We all know we should be doing more automation of our software development lifecycle, but getting started can be challenging. Even if you have experience in continuous integration and continuous delivery (CI/CD) automation, learning a specific platform's terminology and idiosyncrasies can be frustrating.   

This presentation is designed to provide an overview of GitHub Actions, a CI/CD platform that allows you to automate your build, test, and deployment pipelines, and writing one's first Action, a reusable component that can automate repeatable tasks. We'll start by going over key terms and concepts in the GitHub Actions platform, such as actions, workflows, events, and jobs, and explain how they can be pieced together to build robust and dynamic automations.

Then, we'll dive into the process of building your first GitHub Action, walking through the steps of creating a new action, the types of actions you can create, defining inputs and outputs, and required properties. We'll then work together to build an action that can be immediately used in your own workflows.

Whether you're a seasoned developer looking to move to GitHub Actions, or a newcomer to automation looking to get started with your first CI/CD automation this presentation will help jumpstart your journey.

 

JSON:API - A Zero Config OOTB Approach For API-First Drupal

Audience: All Attendees
Track: Development & Performance

The JSON:API module is a fully compliant implementation of the JSON:API Specification. In its own words, the JSON:API specification is:

A specification for how a client should request that resources be fetched or modified, and how a server should respond to those requests.

Drupal 8.7 ships with JSON:API which makes a solid and stable path to support decoupled Drupal through standardisation of payload structures and query string parameters.

JSON:API is designed to minimize both the number of requests and the amount of data transmitted between clients and servers. This efficiency is achieved without compromising readability, flexibility, or discoverability.

Drupal's data-structures, i.e. entity types, bundles, and fields, are incredibly well suited to the JSON:API.

Learning Objectives

The session will cover an introduction of the JSON:API specifications and how it compares with the Drupal 8 core REST module, when to go for JSON:API and what JSON:API can't do. We will also learn about why it made sense for JSON:API to be added to Drupal core.

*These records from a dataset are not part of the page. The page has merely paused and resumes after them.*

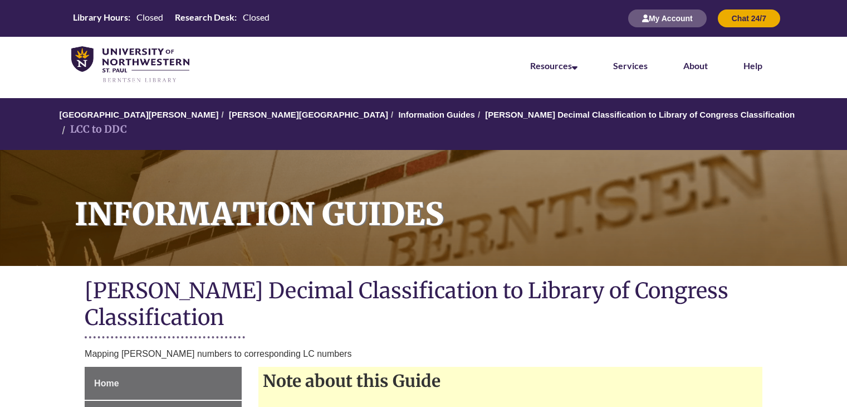 Image resolution: width=847 pixels, height=407 pixels. Describe the element at coordinates (667, 18) in the screenshot. I see `button: My Account` at that location.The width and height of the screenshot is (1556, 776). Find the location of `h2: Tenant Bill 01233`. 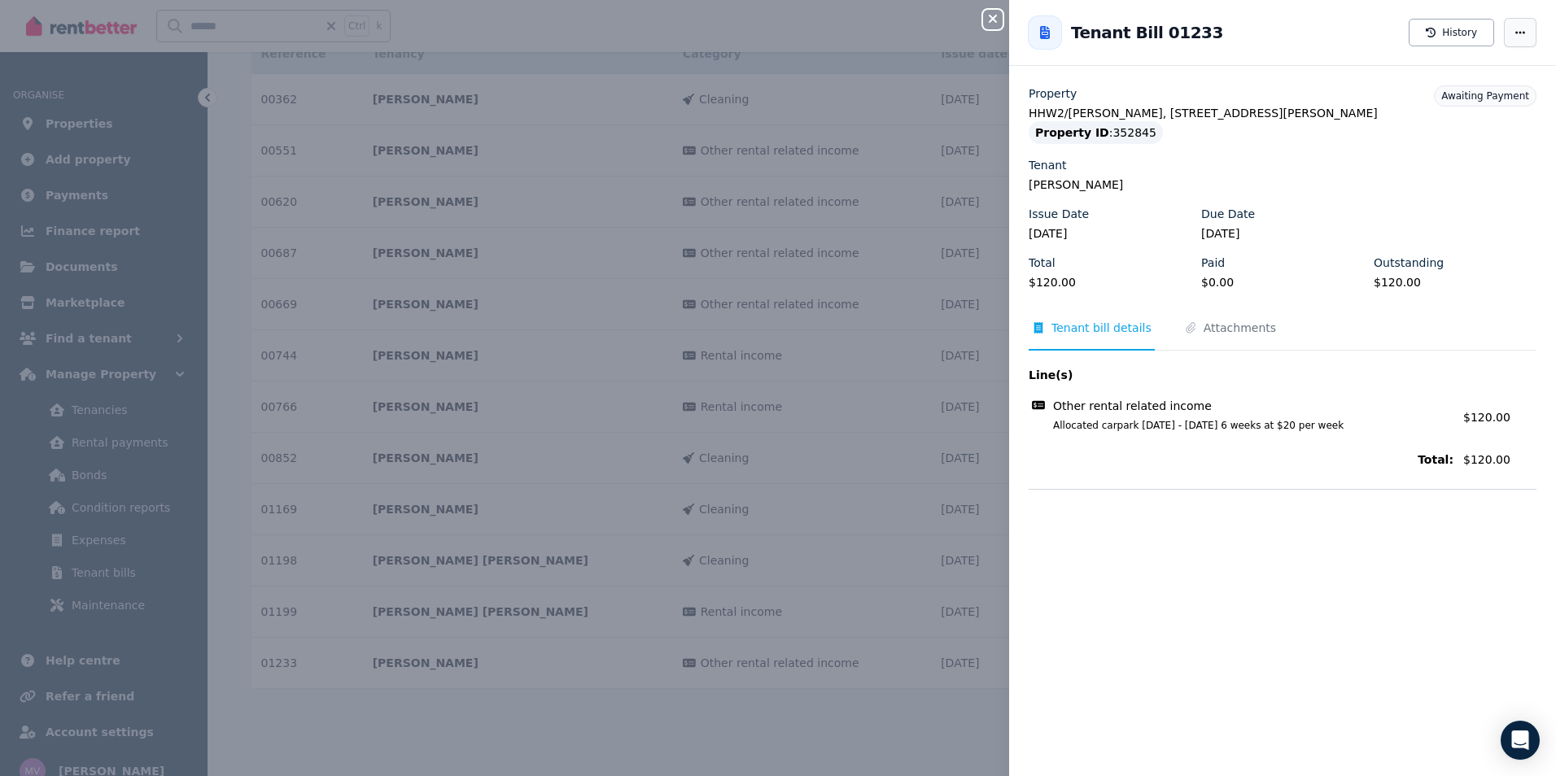

h2: Tenant Bill 01233 is located at coordinates (1146, 33).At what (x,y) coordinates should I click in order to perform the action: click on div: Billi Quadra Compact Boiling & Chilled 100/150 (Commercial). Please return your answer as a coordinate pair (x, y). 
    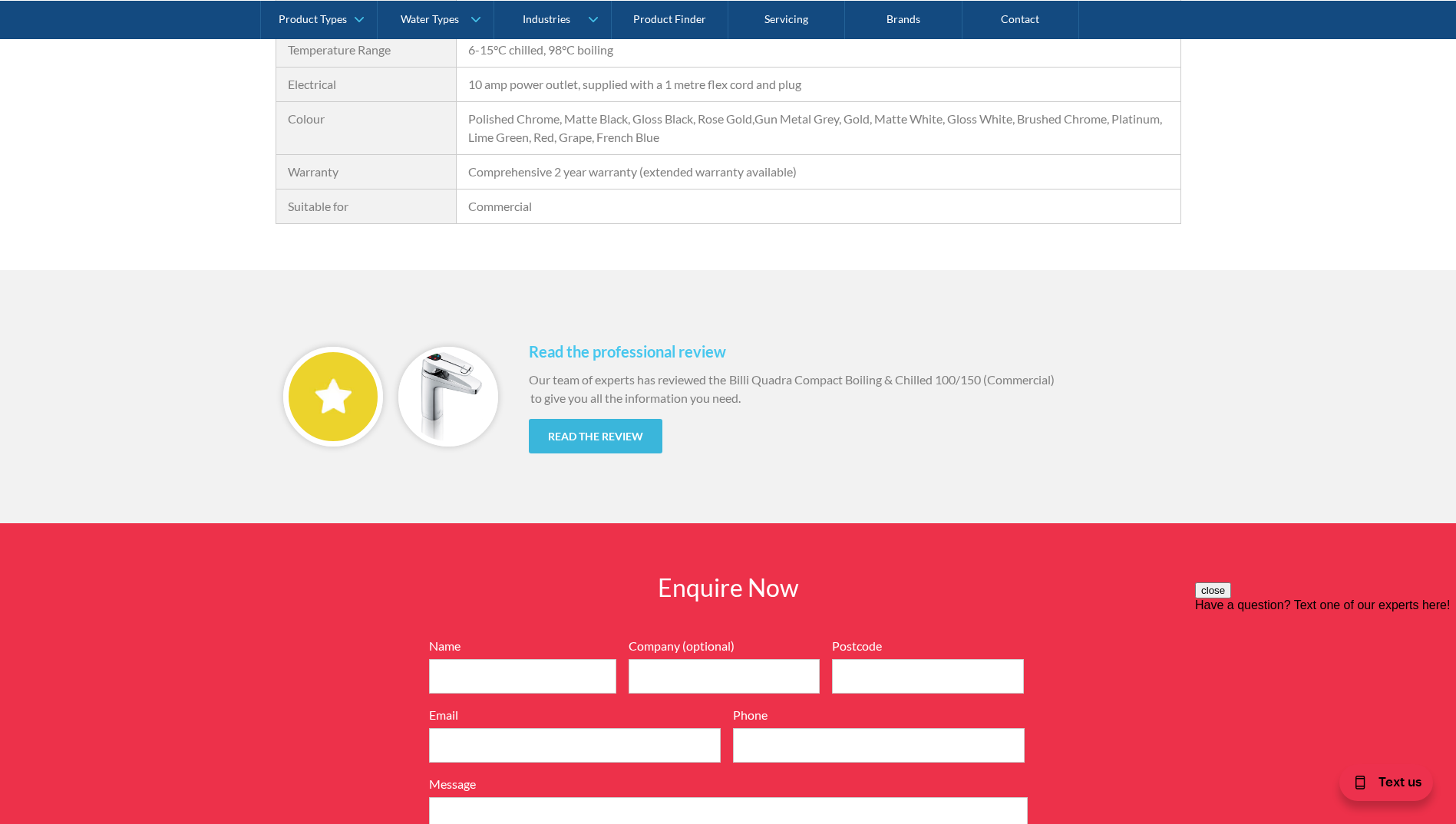
    Looking at the image, I should click on (892, 380).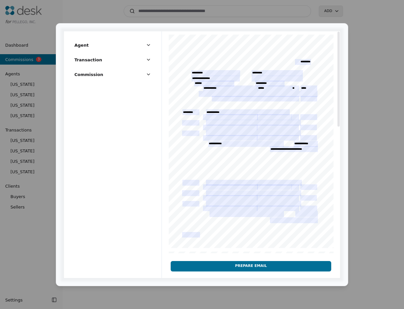  I want to click on button: Prepare Email, so click(250, 266).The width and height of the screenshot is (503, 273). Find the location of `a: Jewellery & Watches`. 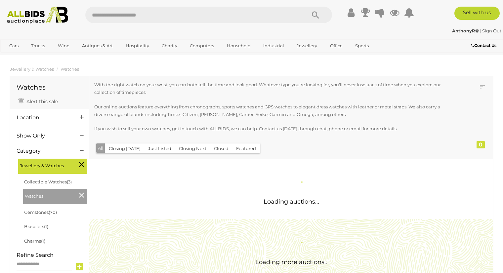

a: Jewellery & Watches is located at coordinates (32, 69).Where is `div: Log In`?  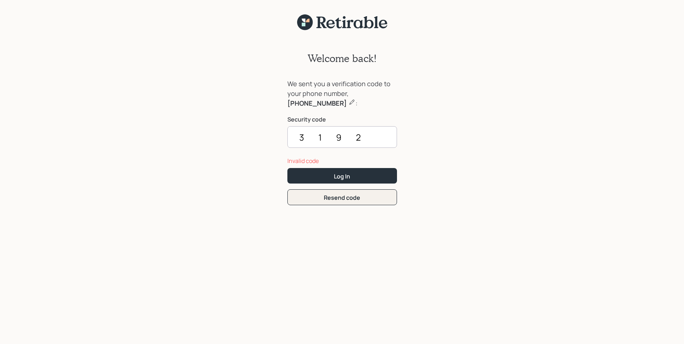
div: Log In is located at coordinates (342, 176).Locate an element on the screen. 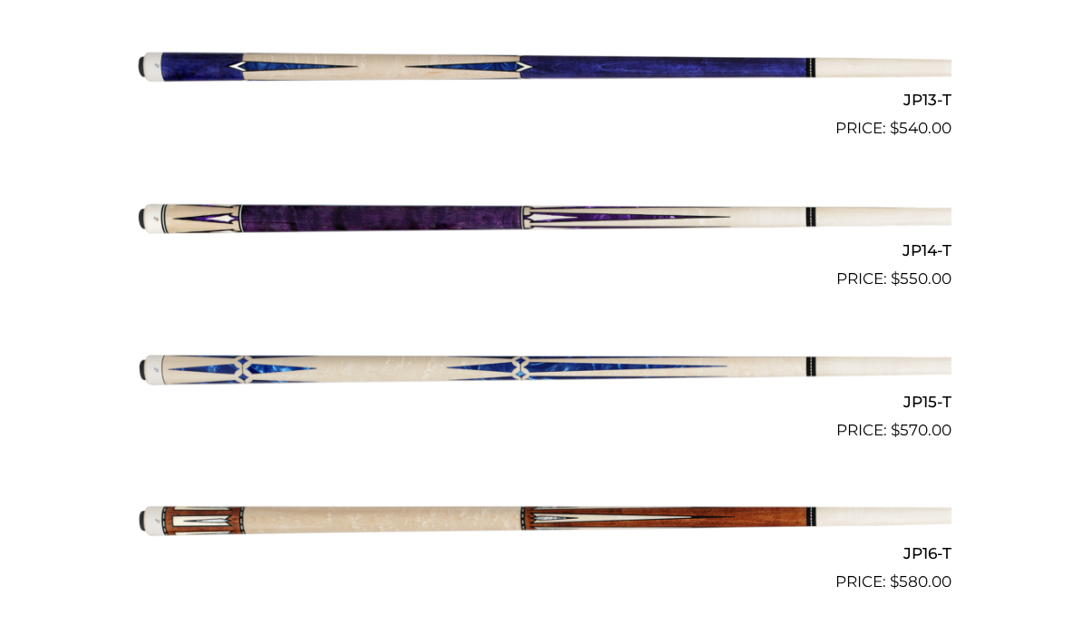 This screenshot has height=644, width=1083. bdi: 580.00 is located at coordinates (921, 581).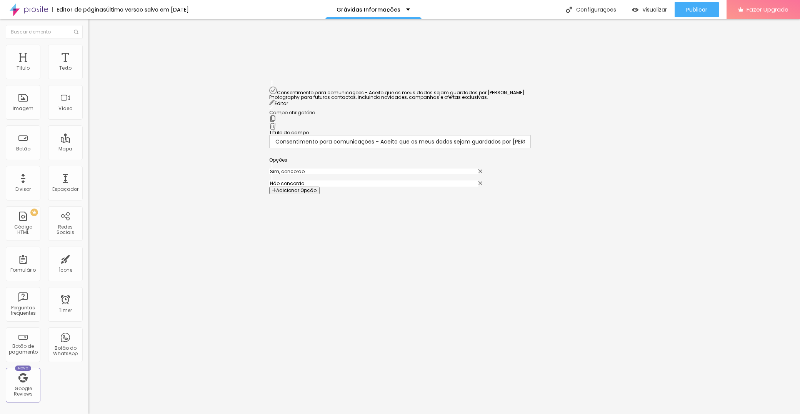 This screenshot has width=800, height=414. Describe the element at coordinates (23, 270) in the screenshot. I see `div: Formulário` at that location.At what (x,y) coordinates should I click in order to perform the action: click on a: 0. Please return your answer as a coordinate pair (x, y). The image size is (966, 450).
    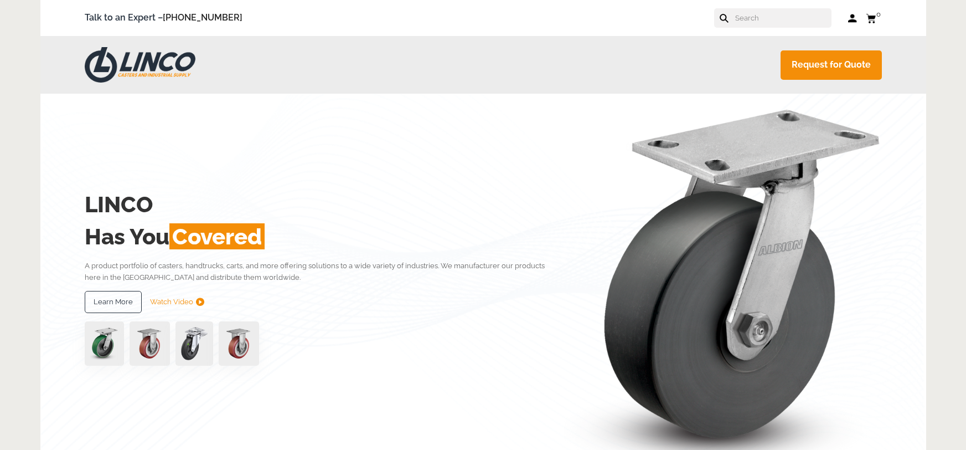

You will also learn how to use the zero-configuration JSON:API module provides a standardised API for exposes resources, interacting with relationships between resources (entity references), fetching of only the selected fields, and filtering, sorting and paginating collections of resources.

At the end of this session, attendees will be able to know more and perform actions below:

  • What is JSON: API Specifications?
  • Intro about JSON: API Module in Drupal 8
  • JSON: API vs. core's REST module
  • JSON: API Security Considerations
  • How to work with JSON: API module?
  • GET requests for filters, sorting & pagination
  • POST Requests
  • PATCH Requests
  • GET Requests
  • Things which JSON:API can’t do
  • Gotchas
  • Live Demo

Target Audience
This hands on session is helpful for who are looking into build and consume web-service API via Drupal using JSON:API module. After this session audience will get to know awesomeness of the JSON:API module and it's OOTB features.

Prerequisites
Attendees will get the most out of this session by being familiar with Drupal 8 and web-services concepts like RESTful web-services

Drupal for DevOps Engineers

Speaker: hussainweb
Audience: Beginner
Track: DevOps

Drupal was written long before the DevOps movement or since the introduction of “the cloud”. As it stands, many infrastructure engineers do not readily identify with how Drupal runs on a system and how to get it to run in a scalable manner.

This session will introduce how Drupal works and how the system should be configured for it to run efficiently. Further, we will also talk about the parts of Drupal which can be replicated for a scalable environment and associated concerns. We will also talk about general practices for better performance by using external systems.

This talk is mainly for engineers who are familiar with how modern infrastructure works and how to build scalable applications but don’t know how to install Drupal on that infrastructure.